These OEMs collect a vast amount of user identifying data through their tweaked OS made on Android and share it with third-party services. Also, there’s no option given for the device owners to be left out of this practice.
Android Handsets Collecting Data
Combined research done by the University of Edinburgh and Trinity College Dublin revealed that handset OEMs like Samsung, Xiaomi, Huawei, etc., collect many telemetry data and share it with Google and other third-party services. The data include identifiers like IMEI number, device ID, GUID, hardware serial number, app usage details, etc. These are termed telemetry data and are being recorded and sent to OS and device makers even when the handset is not used! Vendors listed in the research are famous smartphone makers – Samsung, Xiaomi, Huawei, etc., who collect these data points through various means, primarily through pre-installed apps. These apps are competitively placed alongside Google’s suite of apps. Being the bloatware, they’re hard to remove by an average user. This makes the user share his device data with OEMs and also third-party services like Microsoft, LinkedIn, Facebook, etc., without being known. One common point is that – all the data collected is shared with Google, even though the OEMs make their bloatware OS over Android. What’s worse than not leaving an option to leave out is the data collected by such pre-installed apps like miui.analytics (Xiaomi), Heytap (Realme), and Hicloud (Huawei) is leaking! Researchers found that the collected data isn’t encrypted while transporting, leaving the pipeline to snooping by hackers. Also, even if the user manages to cut the link for a while, they’re relinked through various identifiers like SIM, IMEI, location data history, IP address, network SSID, or a combination of these. One prominent exception is the /e/OS – privacy-focused OS forked from LineageOS and Android. The /e/OS is found to collect no such data from the users’ devices.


▶ **Task brief**: With the images left out, print every entry that follows exactly.

+ + +

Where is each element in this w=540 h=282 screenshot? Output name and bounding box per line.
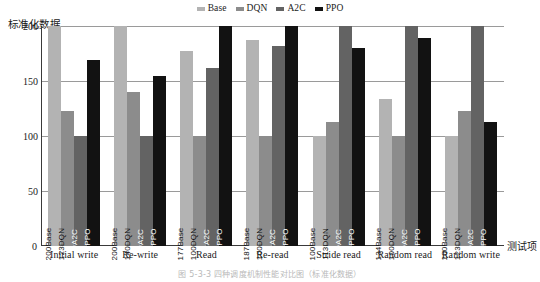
bar-read-base[interactable]: 177Base bbox=[180, 51, 193, 246]
category-label-random-write: Random write bbox=[438, 249, 504, 260]
bar-random-write-a2c[interactable]: 200A2C bbox=[471, 26, 484, 246]
legend-swatch-a2c bbox=[276, 7, 284, 11]
bar-groups: 200Base123DQN100A2C169PPO200Base140DQN10… bbox=[41, 26, 504, 246]
bar-read-ppo[interactable]: 200PPO bbox=[219, 26, 232, 246]
category-label-read: Read bbox=[173, 249, 239, 260]
bar-group-re-write: 200Base140DQN100A2C155PPO bbox=[107, 26, 173, 246]
category-label-random-read: Random read bbox=[372, 249, 438, 260]
bar-initial-write-ppo[interactable]: 169PPO bbox=[87, 60, 100, 246]
legend-item-a2c: A2C bbox=[276, 4, 305, 14]
bar-random-write-ppo[interactable]: 113PPO bbox=[484, 122, 497, 246]
figure-caption: 图 5-3-3 四种调度机制性能对比图（标准化数据） bbox=[0, 268, 540, 279]
legend-label: DQN bbox=[247, 4, 268, 14]
bar-random-read-a2c[interactable]: 200A2C bbox=[405, 26, 418, 246]
bar-re-read-a2c[interactable]: 182A2C bbox=[272, 46, 285, 246]
bar-group-stride-read: 100Base113DQN200A2C180PPO bbox=[306, 26, 372, 246]
legend-item-base: Base bbox=[197, 4, 227, 14]
legend-item-dqn: DQN bbox=[236, 4, 268, 14]
bar-re-write-ppo[interactable]: 155PPO bbox=[153, 76, 166, 247]
bar-initial-write-dqn[interactable]: 123DQN bbox=[61, 111, 74, 246]
category-axis: Initial writeRe-writeReadRe-readStride r… bbox=[41, 249, 504, 260]
bar-re-read-ppo[interactable]: 200PPO bbox=[285, 26, 298, 246]
bar-group-random-read: 134Base100DQN200A2C189PPO bbox=[372, 26, 438, 246]
bar-re-write-base[interactable]: 200Base bbox=[114, 26, 127, 246]
legend-swatch-ppo bbox=[315, 7, 323, 11]
legend-item-ppo: PPO bbox=[315, 4, 344, 14]
bar-initial-write-base[interactable]: 200Base bbox=[48, 26, 61, 246]
bar-group-random-write: 100Base123DQN200A2C113PPO bbox=[438, 26, 504, 246]
legend-label: Base bbox=[208, 4, 227, 14]
legend-label: A2C bbox=[287, 4, 305, 14]
x-axis-title: 测试项 bbox=[507, 238, 537, 253]
category-label-stride-read: Stride read bbox=[306, 249, 372, 260]
bar-re-write-dqn[interactable]: 140DQN bbox=[127, 92, 140, 246]
plot-area: 200Base123DQN100A2C169PPO200Base140DQN10… bbox=[41, 26, 504, 246]
y-tick-label-100: 100 bbox=[23, 131, 38, 142]
category-label-initial-write: Initial write bbox=[41, 249, 107, 260]
y-tick-label-200: 200 bbox=[23, 21, 38, 32]
chart-legend: BaseDQNA2CPPO bbox=[0, 2, 540, 16]
bar-read-a2c[interactable]: 162A2C bbox=[206, 68, 219, 246]
y-tick-zero: 0 bbox=[32, 241, 37, 252]
bar-random-read-ppo[interactable]: 189PPO bbox=[418, 38, 431, 246]
bar-re-read-base[interactable]: 187Base bbox=[246, 40, 259, 246]
bar-stride-read-ppo[interactable]: 180PPO bbox=[352, 48, 365, 246]
bar-group-re-read: 187Base100DQN182A2C200PPO bbox=[239, 26, 305, 246]
bar-stride-read-dqn[interactable]: 113DQN bbox=[326, 122, 339, 246]
legend-label: PPO bbox=[326, 4, 344, 14]
category-label-re-write: Re-write bbox=[107, 249, 173, 260]
bar-group-initial-write: 200Base123DQN100A2C169PPO bbox=[41, 26, 107, 246]
y-tick-label-150: 150 bbox=[23, 76, 38, 87]
y-tick-label-50: 50 bbox=[28, 186, 38, 197]
legend-swatch-base bbox=[197, 7, 205, 11]
bar-random-read-base[interactable]: 134Base bbox=[379, 99, 392, 246]
bar-stride-read-a2c[interactable]: 200A2C bbox=[339, 26, 352, 246]
bar-random-write-dqn[interactable]: 123DQN bbox=[458, 111, 471, 246]
bar-group-read: 177Base100DQN162A2C200PPO bbox=[173, 26, 239, 246]
category-label-re-read: Re-read bbox=[239, 249, 305, 260]
legend-swatch-dqn bbox=[236, 7, 244, 11]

+ + +

▶ **Your response**:
Where is each element in this w=540 h=282 screenshot? Output name and bounding box per line.
bar-read-base[interactable]: 177Base bbox=[180, 51, 193, 246]
category-label-random-write: Random write bbox=[438, 249, 504, 260]
bar-random-write-a2c[interactable]: 200A2C bbox=[471, 26, 484, 246]
legend-swatch-a2c bbox=[276, 7, 284, 11]
bar-groups: 200Base123DQN100A2C169PPO200Base140DQN10… bbox=[41, 26, 504, 246]
bar-read-ppo[interactable]: 200PPO bbox=[219, 26, 232, 246]
category-label-read: Read bbox=[173, 249, 239, 260]
bar-group-re-write: 200Base140DQN100A2C155PPO bbox=[107, 26, 173, 246]
category-label-random-read: Random read bbox=[372, 249, 438, 260]
bar-initial-write-ppo[interactable]: 169PPO bbox=[87, 60, 100, 246]
legend-item-a2c: A2C bbox=[276, 4, 305, 14]
bar-random-write-ppo[interactable]: 113PPO bbox=[484, 122, 497, 246]
figure-caption: 图 5-3-3 四种调度机制性能对比图（标准化数据） bbox=[0, 268, 540, 279]
legend-label: DQN bbox=[247, 4, 268, 14]
bar-random-read-a2c[interactable]: 200A2C bbox=[405, 26, 418, 246]
bar-re-read-a2c[interactable]: 182A2C bbox=[272, 46, 285, 246]
bar-group-stride-read: 100Base113DQN200A2C180PPO bbox=[306, 26, 372, 246]
legend-item-base: Base bbox=[197, 4, 227, 14]
legend-item-dqn: DQN bbox=[236, 4, 268, 14]
bar-re-write-ppo[interactable]: 155PPO bbox=[153, 76, 166, 247]
bar-initial-write-dqn[interactable]: 123DQN bbox=[61, 111, 74, 246]
category-axis: Initial writeRe-writeReadRe-readStride r… bbox=[41, 249, 504, 260]
bar-re-read-ppo[interactable]: 200PPO bbox=[285, 26, 298, 246]
bar-group-random-read: 134Base100DQN200A2C189PPO bbox=[372, 26, 438, 246]
bar-re-write-base[interactable]: 200Base bbox=[114, 26, 127, 246]
legend-swatch-ppo bbox=[315, 7, 323, 11]
legend-item-ppo: PPO bbox=[315, 4, 344, 14]
bar-initial-write-base[interactable]: 200Base bbox=[48, 26, 61, 246]
bar-group-random-write: 100Base123DQN200A2C113PPO bbox=[438, 26, 504, 246]
legend-label: Base bbox=[208, 4, 227, 14]
legend-label: A2C bbox=[287, 4, 305, 14]
x-axis-title: 测试项 bbox=[507, 238, 537, 253]
category-label-stride-read: Stride read bbox=[306, 249, 372, 260]
bar-re-write-dqn[interactable]: 140DQN bbox=[127, 92, 140, 246]
plot-area: 200Base123DQN100A2C169PPO200Base140DQN10… bbox=[41, 26, 504, 246]
y-tick-label-100: 100 bbox=[23, 131, 38, 142]
category-label-initial-write: Initial write bbox=[41, 249, 107, 260]
y-tick-label-200: 200 bbox=[23, 21, 38, 32]
chart-legend: BaseDQNA2CPPO bbox=[0, 2, 540, 16]
bar-read-a2c[interactable]: 162A2C bbox=[206, 68, 219, 246]
y-tick-zero: 0 bbox=[32, 241, 37, 252]
bar-random-read-ppo[interactable]: 189PPO bbox=[418, 38, 431, 246]
bar-re-read-base[interactable]: 187Base bbox=[246, 40, 259, 246]
bar-stride-read-ppo[interactable]: 180PPO bbox=[352, 48, 365, 246]
bar-group-re-read: 187Base100DQN182A2C200PPO bbox=[239, 26, 305, 246]
bar-stride-read-dqn[interactable]: 113DQN bbox=[326, 122, 339, 246]
legend-label: PPO bbox=[326, 4, 344, 14]
category-label-re-write: Re-write bbox=[107, 249, 173, 260]
bar-group-initial-write: 200Base123DQN100A2C169PPO bbox=[41, 26, 107, 246]
y-tick-label-150: 150 bbox=[23, 76, 38, 87]
y-tick-label-50: 50 bbox=[28, 186, 38, 197]
legend-swatch-base bbox=[197, 7, 205, 11]
bar-random-read-base[interactable]: 134Base bbox=[379, 99, 392, 246]
bar-stride-read-a2c[interactable]: 200A2C bbox=[339, 26, 352, 246]
bar-random-write-dqn[interactable]: 123DQN bbox=[458, 111, 471, 246]
bar-group-read: 177Base100DQN162A2C200PPO bbox=[173, 26, 239, 246]
category-label-re-read: Re-read bbox=[239, 249, 305, 260]
legend-swatch-dqn bbox=[236, 7, 244, 11]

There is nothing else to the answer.